DefenceOdisha

Homage paid to 14 airmen in Odisha

Bhubaneswar, July 27 : A memorial service was held at the Amarda Road Airstrip at Rasgovindpur, in Odisha’s Mayurbhanj district on Wednesday for the fourteen airmen who had died in a crash here on July 26, 1945.

Historian Anil Dhir, Gandhian Aditya Patnaik, Dr Biswajit Mohanty, Morada MLA Rajkishore Das, Air Commodore Ran Singh the Air Officer Commanding of Kalaikunda Air Station and the Staff of the Gandhi Eye Hospital at Rangamatia, locals including school children paid homage to the airmen who have been forgotten in history. Wreaths were laid on the photos of these airmen.

Very few people know that the skies of Odisha had seen the crash of two aircraft which had collided against each other and resulted in the deaths of 14 airmen. On 26, July 1945 two British Royal Air Force B-24 Liberator four-engine bombers collided at low altitudes.

The aircraft were based at the Amarda Road airfield and were part of a six-plane contingent from the Air Fighting Training Unit engaged in a formation flying exercise.

Fourteen airmen – the crews of the two aircraft died in the crash. They were of different nationalities – British, American, Dutch, New Zealander, Australian and one Indian.

Dhir said the Rasgovindpur Airstrip had a short but secret illustrious history which has never been made public.

It had the longest runway in Asia, more than 3.5 km long. The total runways, taxiways, aprons, etc. were more than 60 km.

Today all is forgotten, no details of the activities that happened here between 1943 and 1945 exist, not even in government and military records.

The station, Dhir said, came into existence during the war as a forward airfield against the Japanese conquest of Burma.

The large strip served its purpose well as a landing ground for planes and also as a training space for special bombing missions.

The Amarda Road airstrip, as it was called in war terminology, spreads across an area of nearly 900 acres.

Built in the 1940s at a cost of Rs 3 crore it was eventually abandoned after the war. It was named the Amarda Road Airfield due to the nearby Amarda Road railway station.

Even today, seven decades after the base was made, one can still see the remains of the airfield, their 11000 feet concrete runway still intact, though the buildings that once cluttered the edges are gone.

The offices, hangars, mechanic sheds and plaster walled barracks with thatched roofs have been ripped down. Instead, local women dry laundry and farm their grain on the warm tarmac. The cows and goats crop weeds along the runway edges. The story of this crash and the victim had been lost in history.

Air Commodore Ran Singh said that it was a unique occasion for the IAF to join such a ceremony.

Dhir has requested the government of Odisha and West Bengal to erect small memorials for these airmen at Amarda Road and the crash site.

He has also requested to open up the sealed underground bunker which may hold relics of the period.

Aditya Patnaik proposed that he would give ample space in the Gandhi Gurukul at the airbase for setting up a small museum which will highlight the importance of the airbase during World War II.

The setting up of a Peace Museum was mooted last year and Dhir has contacted the British, Australian, Dutch and USA authorities for material to be displayed at the Museum and the response has been very positive.

Anil Dhir also said that a book on the history of the base and crash would be released on the next commemoration day.

Dr Biswajit Mohanty said the airstrip is an important piece of history connected to World War II and has a lot of significance as it was a secret base.

Morada MLA Rajkishore Das said the abandoned airbase would soon be made operational for UDAAN flights or for other aviation-related ventures.

He also promised that all help would be extended for setting up the museum at the base.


[TASK GOAL] In the entries below, every line with the string "equation" is to be reported.

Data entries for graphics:
[Start of section]
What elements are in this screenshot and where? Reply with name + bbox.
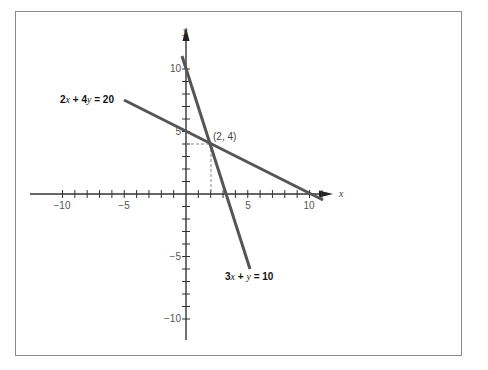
y-tick-label-neg5: −5 [170,251,182,262]
eq1-plus: + 4 [70,94,87,105]
line-3x-plus-y-eq-10 [182,56,250,269]
y-axis-label: y [182,25,188,36]
x-tick-label-neg10: −10 [54,200,71,211]
x-axis [30,191,333,198]
x-axis-label: x [338,188,344,199]
x-axis-arrow-icon [319,191,333,198]
eq2-plus: + [235,271,246,282]
x-tick-label-10: 10 [303,200,315,211]
intersection-label: (2, 4) [213,131,236,142]
x-tick-label-neg5: −5 [118,200,130,211]
equation-label-3x-y-10: 3x + y = 10 [225,271,274,282]
eq1-rhs: = 20 [91,94,114,105]
eq2-rhs: = 10 [251,271,274,282]
y-tick-label-10: 10 [170,63,182,74]
linear-system-graph: −10 −5 5 10 10 5 −5 −10 x y (2, 4) 2x + … [0,0,488,370]
x-tick-label-5: 5 [245,200,251,211]
equation-label-2x-4y-20: 2x + 4y = 20 [60,94,114,105]
y-tick-label-neg10: −10 [164,313,181,324]
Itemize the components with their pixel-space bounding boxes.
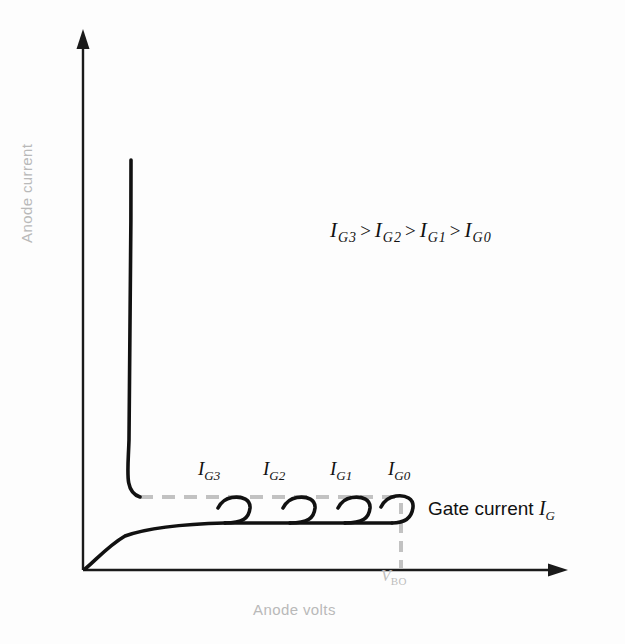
off-state-leakage-curve [85, 523, 225, 569]
inequality-sub-3: G1 [428, 230, 447, 245]
y-axis-arrowhead [77, 29, 90, 49]
curve-label-ig2-subscript: G2 [269, 468, 285, 483]
inequality-sub-4: G0 [473, 230, 492, 245]
curve-label-ig3: IG3 [198, 458, 220, 484]
gate-current-subscript: G [546, 508, 555, 523]
breakover-voltage-label: VBO [381, 567, 407, 587]
inequality-term-4: I [465, 218, 473, 242]
axes-group [77, 29, 569, 577]
breakover-knee-ig1 [338, 497, 370, 523]
curve-label-ig1: IG1 [330, 458, 352, 484]
curve-label-ig1-subscript: G1 [336, 468, 352, 483]
curve-label-ig0: IG0 [388, 458, 410, 484]
gate-current-text: Gate current [428, 498, 534, 519]
on-state-branch-curve [128, 160, 140, 497]
inequality-sub-2: G2 [383, 230, 402, 245]
inequality-term-3: I [420, 218, 428, 242]
dashed-guides-group [140, 497, 404, 568]
curve-label-ig2: IG2 [263, 458, 285, 484]
inequality-sub-1: G3 [338, 230, 357, 245]
x-axis-arrowhead [548, 564, 568, 577]
inequality-operator-2: > [402, 220, 420, 241]
inequality-term-1: I [330, 218, 338, 242]
breakover-knee-ig2 [283, 497, 315, 523]
y-axis-label: Anode current [18, 83, 35, 243]
thyristor-characteristic-chart [0, 0, 625, 644]
breakover-knee-ig3 [218, 497, 250, 523]
gate-current-symbol: I [539, 497, 546, 519]
gate-current-inequality: IG3>IG2>IG1>IG0 [330, 218, 492, 246]
inequality-term-2: I [375, 218, 383, 242]
inequality-operator-3: > [447, 220, 465, 241]
breakover-voltage-subscript: BO [391, 575, 407, 587]
x-axis-label: Anode volts [253, 601, 336, 618]
gate-current-annotation: Gate current IG [428, 497, 555, 524]
breakover-knee-ig0 [381, 496, 413, 523]
curve-label-ig0-subscript: G0 [394, 468, 410, 483]
breakover-voltage-symbol: V [381, 567, 391, 584]
inequality-operator-1: > [357, 220, 375, 241]
curve-label-ig3-subscript: G3 [204, 468, 220, 483]
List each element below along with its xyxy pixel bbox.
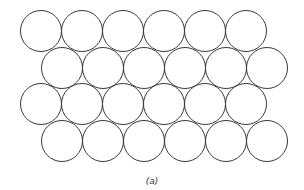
circle bbox=[206, 48, 247, 89]
figure-caption: (a) bbox=[0, 176, 304, 186]
circle bbox=[165, 48, 206, 89]
circle-row-3 bbox=[21, 84, 267, 125]
circle-packing-diagram bbox=[0, 0, 304, 190]
circle bbox=[247, 48, 288, 89]
circle bbox=[21, 84, 62, 125]
circle bbox=[185, 11, 226, 52]
circle bbox=[124, 48, 165, 89]
circle bbox=[62, 11, 103, 52]
circle bbox=[247, 121, 288, 162]
circle bbox=[103, 84, 144, 125]
circle bbox=[42, 121, 83, 162]
circle bbox=[83, 48, 124, 89]
circle-row-1 bbox=[21, 11, 267, 52]
circle bbox=[42, 48, 83, 89]
circle bbox=[206, 121, 247, 162]
circle bbox=[62, 84, 103, 125]
circle-row-2 bbox=[42, 48, 288, 89]
circle bbox=[226, 11, 267, 52]
circle bbox=[103, 11, 144, 52]
circle bbox=[144, 84, 185, 125]
circle bbox=[124, 121, 165, 162]
circle bbox=[21, 11, 62, 52]
circle bbox=[185, 84, 226, 125]
circle bbox=[83, 121, 124, 162]
circle-row-4 bbox=[42, 121, 288, 162]
circle bbox=[226, 84, 267, 125]
circle bbox=[144, 11, 185, 52]
circle bbox=[165, 121, 206, 162]
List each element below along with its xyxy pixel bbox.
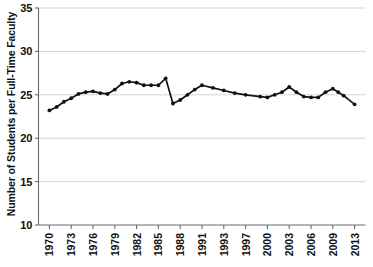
[End of section]
[REPLY TO THE EXERCISE]
equation-label-3x-y-10: 3x + y = 10 [225,271,274,282]
equation-label-2x-4y-20: 2x + 4y = 20 [60,94,114,105]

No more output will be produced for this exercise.